News

Politics & Policy

McConnell Defends Biden’s Decision to Include Aid for Israel, Ukraine in One Budget Request

Senate minority leader Mitch McConnell (R., Ky.) waves as he leaves his Washington house to return to work at the Senate, in Washington, D.C., September 5, 2023. (Jonathan Ernst/Reuters)

Senate minority leader Mitch McConnell (R., Ky.) defended President Biden’s decision to include aid for Ukraine and Israel together in one budget request after some other Republicans criticized the bundling of the aid.

McConnell’s comments came during an interview on CBS’s Face the Nation set to air on Sunday. Host Margaret Brennan asked whether it was possible to pass aid to Ukraine without it being tied to Israel. The prospect of continuing to send aid to Ukraine, which has already received $133 billion in military and economic assistance from the U.S., has been a source of tension in the Republican Party over the last several months. Some have advocated focusing on domestic issues, while others insist it is integral to U.S. interests to help Ukraine defend itself against Russia.
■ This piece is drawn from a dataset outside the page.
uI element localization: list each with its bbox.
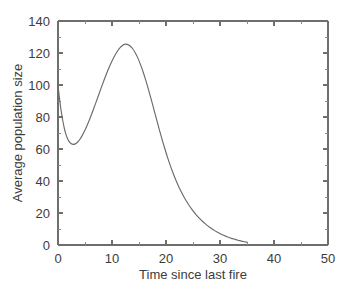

“I just think that’s a mistake,” McConnell said. “I mean, I know there are some Republicans in the Senate, and maybe more in the House, saying Ukraine is somehow different. I view it as all interconnected.”

McConnell went on to defend the idea of approving more aid for Ukraine, noting much of the aid is being spent in the U.S. in increasing the production of the weapons.

“No Americans are getting killed in Ukraine. We’re rebuilding our industrial base. The Ukrainians are destroying the army of one of our biggest rivals. I have a hard time finding anything wrong with that. I think it’s wonderful that they’re defending themselves — and also the notion that the Europeans are not doing enough,” he said.

Some Republicans have been skeptical of Biden’s proposed package, pushing back against the idea of tying Israel’s aid to assistance for Ukraine.

“There is an immediate responsibility on Congress to make sure Israel has what it needs to defend itself, and to hold that aid hostage by linking it with a myriad of other issues — including bailout for sanctuary cities and more money for Ukraine — is irresponsible,” Senator Marsha Blackburn (R., Tenn.) said on Thursday.

“These separate funding requests should be considered as such,” she added.

McConnell, for his part, said he and Biden are “generally in the same place” on funding for Ukraine and Israel, but said the two differ on domestic issues.

Last week, Biden sent an urgent budget request to Congress proposing $60 billion for Ukraine and replenishing U.S. stockpiles, $14 billion for Israel, $10 billion for humanitarian efforts, $14 billion for the border and $7 billion for the Indo-Pacific region.

One day before Biden made a rare primetime speech from the Oval Office making the case for the aid to Israel and Ukraine, Biden announced that he would provide $100 million in humanitarian assistance to the Palestinians. He did not say how his administration would prevent the funds and supplies from falling into the hands of Hamas terrorists.

McConnell said during the interview airing Thursday that there are “genuine humanitarian needs of the people of Gaza who are not Hamas, who’ve been thrown under the bus by what Hamas did. Innocent people.”

“But we want to be careful about how the money is spent, be sure it actually gets where it’s supposed to get,” he said.